The sadness flows from this painting. Degas caught the dark despondency of his model. Her inertia becomes something we can gaze on carefully and at leisure.

This is one of my favorite paintings. For me, it captures an essence of what depression “looks” like. The anguish and the whole sense of being is seen in the expression of her face. She is frozen in her despair.

Depression immobilizes and then lays waste all that it touches. It is a vicious blight on the human soul.

amberI remember as a boy seeing a prehistoric bug caught in amber. It struck me as a bit macabre. This poor insect frozen for all to see.

Little did I realize that this was going to happen to me.

For almost 20 years I’ve tangled with clinical depression.
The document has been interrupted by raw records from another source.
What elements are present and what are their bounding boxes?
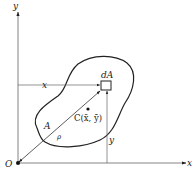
radius-label: ρ: [56, 133, 62, 141]
centroid-point: [86, 107, 89, 110]
rho-radius-arrow: [19, 91, 100, 162]
area-region-outline: [35, 56, 133, 146]
x-distance-label: x: [42, 80, 47, 90]
x-axis-label: x: [187, 158, 192, 168]
y-axis-label: y: [12, 1, 19, 11]
origin-label: O: [5, 159, 13, 169]
area-element-da: [101, 81, 111, 90]
origin-point: [16, 161, 20, 165]
y-distance-label: y: [108, 135, 115, 145]
centroid-diagram: y x O dA x y A ρ C(x̄, ȳ): [0, 0, 196, 184]
area-label: A: [43, 121, 51, 131]
element-label-da: dA: [101, 70, 114, 80]
centroid-label: C(x̄, ȳ): [74, 113, 102, 123]
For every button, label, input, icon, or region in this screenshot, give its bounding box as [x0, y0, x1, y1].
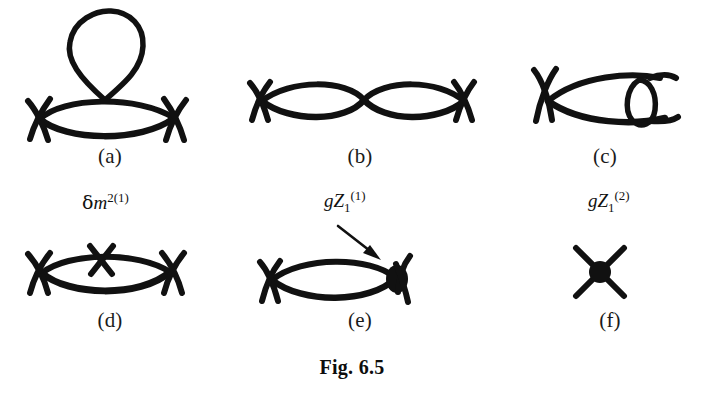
diagram-panel-d: δm2(1) (d)	[10, 186, 210, 346]
diagram-panel-b: (b)	[240, 0, 480, 180]
label-g-z-one-superscript-two: gZ1(2)	[588, 190, 630, 215]
panel-caption-d: (d)	[10, 310, 210, 331]
figure-container: (a) (b)	[0, 0, 704, 404]
diagram-f-graphic	[520, 230, 700, 320]
diagram-d-graphic	[10, 230, 210, 320]
panel-caption-e: (e)	[250, 310, 470, 331]
z-symbol-f: Z	[598, 190, 609, 211]
m-symbol: m	[93, 192, 107, 213]
z-superscript-f: (2)	[615, 188, 630, 203]
bubble-left-upper-arc-b	[262, 84, 364, 101]
bubble-upper-arc-a	[40, 102, 174, 119]
bubble-lower-arc-e	[272, 278, 396, 298]
diagram-b-graphic	[240, 0, 480, 150]
figure-caption: Fig. 6.5	[0, 356, 704, 379]
diagram-c-graphic	[510, 0, 700, 150]
diagram-e-graphic	[250, 212, 470, 322]
bubble-left-lower-arc-b	[262, 100, 364, 117]
panel-caption-c: (c)	[510, 146, 700, 167]
diagram-panel-e: gZ1(1) (e)	[250, 186, 470, 346]
diagram-panel-a: (a)	[10, 0, 210, 180]
label-delta-m-squared: δm2(1)	[82, 192, 129, 212]
g-symbol-e: g	[324, 190, 334, 211]
bubble-lower-arc-d	[42, 272, 170, 291]
g-symbol-f: g	[588, 190, 598, 211]
bubble-right-upper-arc-b	[364, 84, 464, 101]
panel-caption-a: (a)	[10, 146, 210, 167]
z-superscript-e: (1)	[351, 188, 366, 203]
delta-symbol: δ	[82, 191, 93, 213]
external-leg-c-upper-right	[650, 75, 676, 78]
bubble-lower-arc-c	[548, 101, 665, 122]
diagram-a-graphic	[10, 0, 210, 150]
vertex-counterterm-blob-f	[589, 261, 611, 283]
delta-m-superscript: 2(1)	[107, 190, 129, 205]
tadpole-loop	[69, 11, 143, 100]
z-symbol-e: Z	[334, 190, 345, 211]
diagram-panel-c: (c)	[510, 0, 700, 180]
panel-caption-f: (f)	[520, 310, 700, 331]
bubble-right-lower-arc-b	[364, 100, 464, 117]
panel-caption-b: (b)	[240, 146, 480, 167]
bubble-upper-arc-e	[272, 262, 396, 280]
diagram-panel-f: gZ1(2) (f)	[520, 186, 700, 346]
bubble-lower-arc-a	[40, 118, 174, 136]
It was initiated by a brain tumor in 2002 and has been evident since then.

Depression to me is like being frozen in a deep sadness that clings to my soul. It shows me no mercy when it is active, but I can go several weeks at a time without it being an issue.

There is a dual aspect to this. My experience is like a complete suppression of the good and optimistic, combined with an increase of despair and despondency. I despair of any future good that might occur. Everything becomes bleak and black.

My life becomes a meltdown; a cascading effect of worsening feelings.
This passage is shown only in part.